Advice on Power Transistors

I’m looking to build a coilgun. I’m planning to run it at high voltage (~550V), high current for short pulses (no estimates yet, on the order of milliseconds). As such, I picked a very large and reasonably cheap IGBT to drive individual sections (datasheet). This will have to handle both closing and opening at voltage.

I learned recently that gate drivers are used to control power transistors, for better switching performance and reduced power dissipation in transition. I have a basic circuit diagram where a gate driver closes the power transistor, and the emitter drains directly to ground. Do I need another gate driver to open it? Or can ground absorb the gate charge fast enough to prevent damage? If the answer is “it depends” what do I look at to decide?
gatedrivercircuit
Thanks in advance for any advice!

You can calculate the turn off time. It’s basically an RC - gate charge is the C and the gate leakage, which they unfortunately they do not provide. Modern IGBTs are really good, so low nanoamps or picoamps. You’ll want a turn off transistor. I’d look at a dedicated gate driver IC.

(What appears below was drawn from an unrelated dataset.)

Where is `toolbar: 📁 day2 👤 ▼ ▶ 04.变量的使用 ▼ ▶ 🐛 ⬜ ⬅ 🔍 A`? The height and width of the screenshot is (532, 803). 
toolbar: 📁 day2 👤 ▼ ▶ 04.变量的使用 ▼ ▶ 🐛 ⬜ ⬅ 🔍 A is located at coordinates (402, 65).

A bigger problem will occur when you turn off current to the coil. It will ‘flyback’ - it’s voltage will increase trying to keep the current constant. Unless you have something in the circuit to protect it, your transistor will breakdown and proved the path to discharge the inductor.

You can prevent this with a diode of appropriate voltage and current rating across the coil in the reverse direction. When the coil flys back, the diode will provide a path for the current limiting the added voltage to the diode forward voltage drop.

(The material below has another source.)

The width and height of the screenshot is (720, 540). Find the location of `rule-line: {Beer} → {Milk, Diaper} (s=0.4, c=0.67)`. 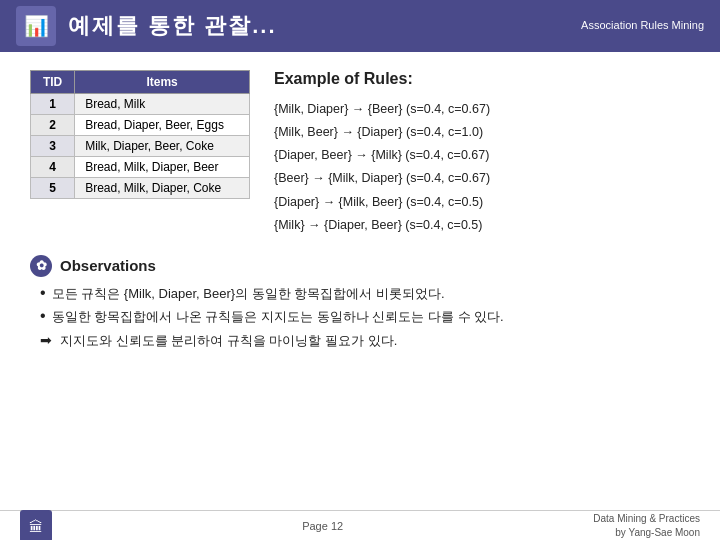

rule-line: {Beer} → {Milk, Diaper} (s=0.4, c=0.67) is located at coordinates (482, 178).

I don’t know what the resulting magnetic effect is going to do to your coil-gun as it will extend the magnetic drive pulse.

Ah, thanks, forgot to include flyback protection. As for the effect on timing, it means there’s a ramp-down period after signal turn-off; I’ll have to account for this when I tune the coil. (Or just turn off early and hope for the best.)

I was considering using the flyback to recharge the power capacitor bank using an H-bridge, but that’s (a) expensive and (b) finicky so I’ll save it for later iterations.

So a turn-off transistor simply bypasses the gate leakage. That simplifies things, I don’t have to raise the emitter voltage or add -15V power supply. I’ve heard advice to drain the gate into a (much) larger capacitor, so I’ll look into it. Thanks!

I’d look at switching supply drive circuitry for examples.

I think there is a trick you can do with a rectifier bridge to recharge the cap, but it’s not a huge efficiency increase. as you still need to reset the coil core to zero or you end up saturating the inductor.

Some while back the mag Nuts & Volts did a diy single stage coil gun. They used an SCR to dump the cap bank into the coil. Might have some ideas for your project

Out of curiosity - did a search using “coil gun multi stage”. Interesting stuff out there.

Wether or not you need a negative voltage for turn off will depend on how quickly the IGBT turns off and the Cgc (miller capacitance) of the device. As the device turns off, Vce increases and that dV/dt will push charge through the miller capacitance into the gate. If the drive circuit can’t pull that charge out of the gate in time, it could turn the device partially on, burning it up, or overcharge the gate, also destroying the device.

In small, slow devices, driving the gate to ground through the gate resistance is sufficient. As you get larger or faster a negative drive voltage can be added to help sink more current, then if that’s not sufficient a driver with an active miller clamp can be used to bypass the gate resistance and connect the gate directly to the emitter. Where your design falls on this spectrum is hard to say without more analysis.

I think you should jump up to a 1200v device, with a 550v DC link. There’s usually very little margin built in to Vce_max spec (our 1200v devices sustain about 1250v in avalanche), and it’s definitely not ideal in the long term to use your power devices as clamps. At high switching speeds, wiring inductance and the esl of dc capacitors can cause surprisingly significant overshoot. In my experience devices are usually only run at nominal voltages <80% of their max rating.